Closing tax loophole will help local media
As alarm bells ring across the country about the troubled state of Canadian media and local news, policy-makers have overlooked a surprisingly obvious and accessible fix.
The recent shuttering of dozens of local newspapers in Ontario and British Columbia accelerates a persistent decline of local media across the country. And more devastation lies around the corner.
Recent studies predict that up to 30 private local TV stations in small and medium markets may well fade to black by 2020 in places such as Kamloops, B.C., Kamouraska, Que., and Thunder Bay without policy intervention from the federal government.
When a station closes in a large community, viewers can always turn to alternative sources of local news, but outside our biggest cities, losing the only local television station deprives citizens of their most important source of local content — all the more serious if their local newspaper goes bust.
Local TV and newspapers are the very organizations that produce quality journalism, the kind of fact-checked, independent information that is one of the foundations of any successful and enduring democracy.
What’s killing them? It boils down to a shift of advertising to digital media, such as Google, Facebook, YouTube and many other online platforms, most of which reside outside Canada.
Faster and in larger numbers than Canadian snowbirds in winter, the lifeblood for our Canadian media is flowing south of the border.
This is not the first time media in our country’s history have faced a financial crunch. In the 1960s and ’70s, ad revenue was bleeding from Canadian print and TV outlets to border stations and publications in the United States.
In response, Parliament acted boldly by preventing Canadian advertisers from writing off at tax time the cost of buying ads in foreign-owned publications and broadcasters as a business expense.
Our political leaders of the day closed this tax loophole by enacting Section 19 of the Income Tax Act.

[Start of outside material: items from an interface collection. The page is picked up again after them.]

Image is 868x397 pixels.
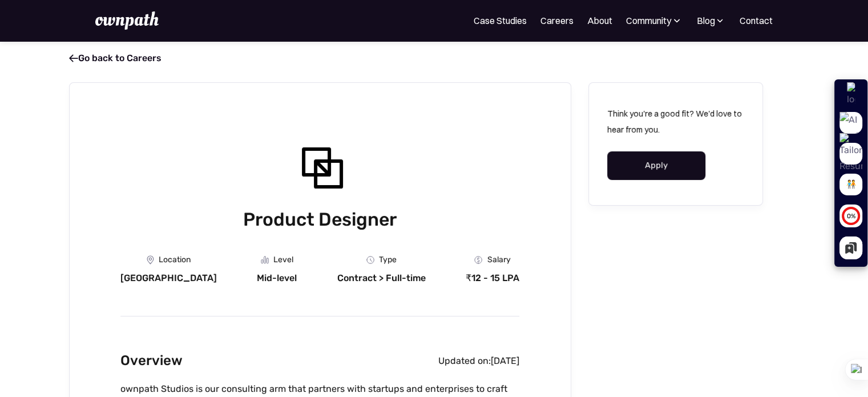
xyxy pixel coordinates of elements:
[257,272,297,284] div: Mid-level
[474,14,527,27] a: Case Studies
[439,355,491,366] div: Updated on:
[696,14,726,27] div: Blog
[487,255,510,264] div: Salary
[69,53,161,63] a: Go back to Careers
[541,14,574,27] a: Careers
[474,256,482,264] img: Money Icon - Job Board X Webflow Template
[379,255,397,264] div: Type
[696,14,714,27] div: Blog
[466,272,519,284] div: ₹12 - 15 LPA
[607,151,706,180] a: Apply
[120,272,217,284] div: [GEOGRAPHIC_DATA]
[588,14,612,27] a: About
[120,206,519,232] h1: Product Designer
[607,105,744,137] p: Think you're a good fit? We'd love to hear from you.
[366,256,374,264] img: Clock Icon - Job Board X Webflow Template
[273,255,293,264] div: Level
[626,14,683,27] div: Community
[337,272,426,284] div: Contract > Full-time
[120,349,183,372] h2: Overview
[146,255,154,264] img: Location Icon - Job Board X Webflow Template
[491,355,519,366] div: [DATE]
[261,256,269,264] img: Graph Icon - Job Board X Webflow Template
[626,14,671,27] div: Community
[159,255,191,264] div: Location
[69,53,78,64] span: 
[740,14,773,27] a: Contact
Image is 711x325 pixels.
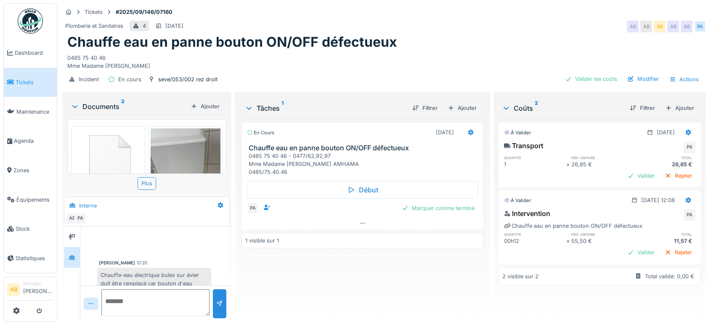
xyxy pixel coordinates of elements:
h6: quantité [504,155,566,160]
div: Interne [79,202,97,209]
div: 2 visible sur 2 [502,272,538,280]
div: [DATE] [657,128,675,136]
div: Tickets [85,8,103,16]
img: Badge_color-CXgf-gQk.svg [18,8,43,34]
div: Valider [624,170,658,181]
div: Manager [23,280,53,286]
div: Valider les coûts [562,73,620,85]
sup: 2 [121,101,125,111]
strong: #2025/09/146/07160 [112,8,176,16]
div: À valider [504,129,531,136]
div: Marquer comme terminé [398,202,478,214]
h6: prix unitaire [571,155,633,160]
div: 1 visible sur 1 [245,236,279,244]
div: Début [247,181,478,199]
div: seve/053/002 rez droit [158,75,217,83]
div: AB [66,212,78,224]
img: otbz9er1q7vwhe6fv01oa93tpswt [151,128,220,252]
div: 26,85 € [634,160,695,168]
a: AB Manager[PERSON_NAME] [7,280,53,300]
a: Zones [4,156,57,185]
span: Zones [13,166,53,174]
div: PA [694,21,706,32]
span: Dashboard [15,49,53,57]
div: 0485 75 40 46 - 0477/62,92,97 Mme Madame [PERSON_NAME] AMHAMA 0485/75.40.46 [249,152,480,176]
li: AB [7,283,20,296]
div: Tâches [245,103,406,113]
div: × [566,237,572,245]
div: Ajouter [662,102,697,114]
div: 0485 75 40 46 Mme Madame [PERSON_NAME] [67,50,701,70]
span: Tickets [16,78,53,86]
h6: quantité [504,231,566,237]
div: Incident [79,75,99,83]
div: AB [627,21,639,32]
div: [DATE] 12:08 [641,196,675,204]
h6: prix unitaire [571,231,633,237]
a: Stock [4,214,57,244]
div: 4 [143,22,146,30]
div: Ajouter [187,101,223,112]
div: [DATE] [165,22,183,30]
div: Intervention [504,208,550,218]
div: Coûts [502,103,623,113]
span: Équipements [16,196,53,204]
div: Filtrer [626,102,658,114]
div: 1 [504,160,566,168]
div: Plomberie et Sanitaires [65,22,123,30]
div: 55,50 € [571,237,633,245]
a: Équipements [4,185,57,214]
div: AB [667,21,679,32]
h3: Chauffe eau en panne bouton ON/OFF défectueux [249,144,480,152]
div: Transport [504,141,543,151]
div: × [566,160,572,168]
div: En cours [247,129,274,136]
div: Documents [71,101,187,111]
h6: total [634,231,695,237]
h6: total [634,155,695,160]
div: Plus [138,177,156,189]
span: Maintenance [16,108,53,116]
div: PA [684,141,695,153]
div: [DATE] [436,128,454,136]
div: 11,57 € [634,237,695,245]
div: À valider [504,197,531,204]
div: Valider [624,247,658,258]
div: PA [684,209,695,221]
div: PA [74,212,86,224]
sup: 2 [535,103,538,113]
a: Tickets [4,68,57,97]
a: Agenda [4,126,57,156]
div: 26,85 € [571,160,633,168]
div: Filtrer [409,102,441,114]
div: AB [681,21,692,32]
div: PA [247,202,259,214]
div: 00h12 [504,237,566,245]
div: AB [640,21,652,32]
div: Ajouter [444,102,480,114]
div: Total validé: 0,00 € [645,272,694,280]
h1: Chauffe eau en panne bouton ON/OFF défectueux [67,34,397,50]
div: Rejeter [661,247,695,258]
a: Maintenance [4,97,57,126]
div: Modifier [624,73,662,85]
span: Stock [16,225,53,233]
div: Rejeter [661,170,695,181]
div: Chauffe-eau électrique bulex sur évier doit être remplacé car bouton d'eau froide ne se ferme plu... [97,268,211,307]
span: Agenda [14,137,53,145]
div: Chauffe eau en panne bouton ON/OFF défectueux [504,222,642,230]
div: Actions [665,73,703,85]
span: Statistiques [16,254,53,262]
a: Dashboard [4,38,57,68]
div: 12:20 [137,260,147,266]
div: En cours [118,75,141,83]
div: [PERSON_NAME] [99,260,135,266]
div: AB [654,21,665,32]
sup: 1 [281,103,284,113]
a: Statistiques [4,244,57,273]
img: 84750757-fdcc6f00-afbb-11ea-908a-1074b026b06b.png [73,128,143,195]
li: [PERSON_NAME] [23,280,53,298]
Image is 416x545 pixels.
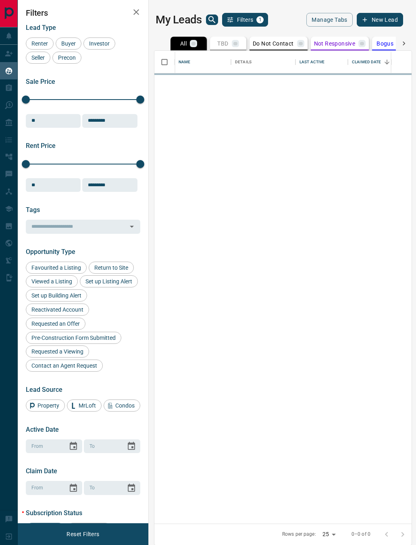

Section 19 provides that advertising expenses in newspapers are tax deductible only if the ads are placed in an issue of a newspaper that is edited and published in Canada and owned by a Canadian citizen or a corporation that is effectively owned by Canadians.
Broadcast advertising expenses are not tax-deductible if the advertising is placed on a station or network whose content is controlled by an operator located outside Canada and if the advertising is directed primarily to a market in Canada.
The immediate result of this change was to reduce Canadian spending on United States border TV stations by approximately $10 million dollars, about 10 per cent of that year’s total TV advertising buy.
Since then — and until recently — section 19 has underpinned the viability of Canadian radio, television, newspapers and periodicals — keeping Canadian advertising revenues largely in the hands of Canadian media players, who employ Canadian journalists and inform citizens in our democracy.
But early in the 21st century, internet advertising began to take off in the Canadian market, growing exponentially from $562 million in 2005 to $5.6 billion in 2016 — and 90 per cent of it — more than $5 billion — leaves the country.
Four decades ago, the Canadian government recognized the need to provide an incentive for Canadian companies to advertise on Canadian, rather than foreign, media by closing the tax loophole in the Income Tax Act that permitted advertisers to deduct the cost of ads purchased in foreign media outlets.
It’s time these same provisions were applied to internet media. Such a move would result in an influx of more than $400 million annually in incremental advertising revenue for Canadian media, including television and print, and benefit the federal treasury by an estimated $1.15 billion in additional corporate tax payable annually.
This solution has been hiding in full view in the Income Tax Act, while the local news crisis intensifies.
It’s time for the Trudeau government to close this loophole. The future of our local media and democracy itself may hang in the balance.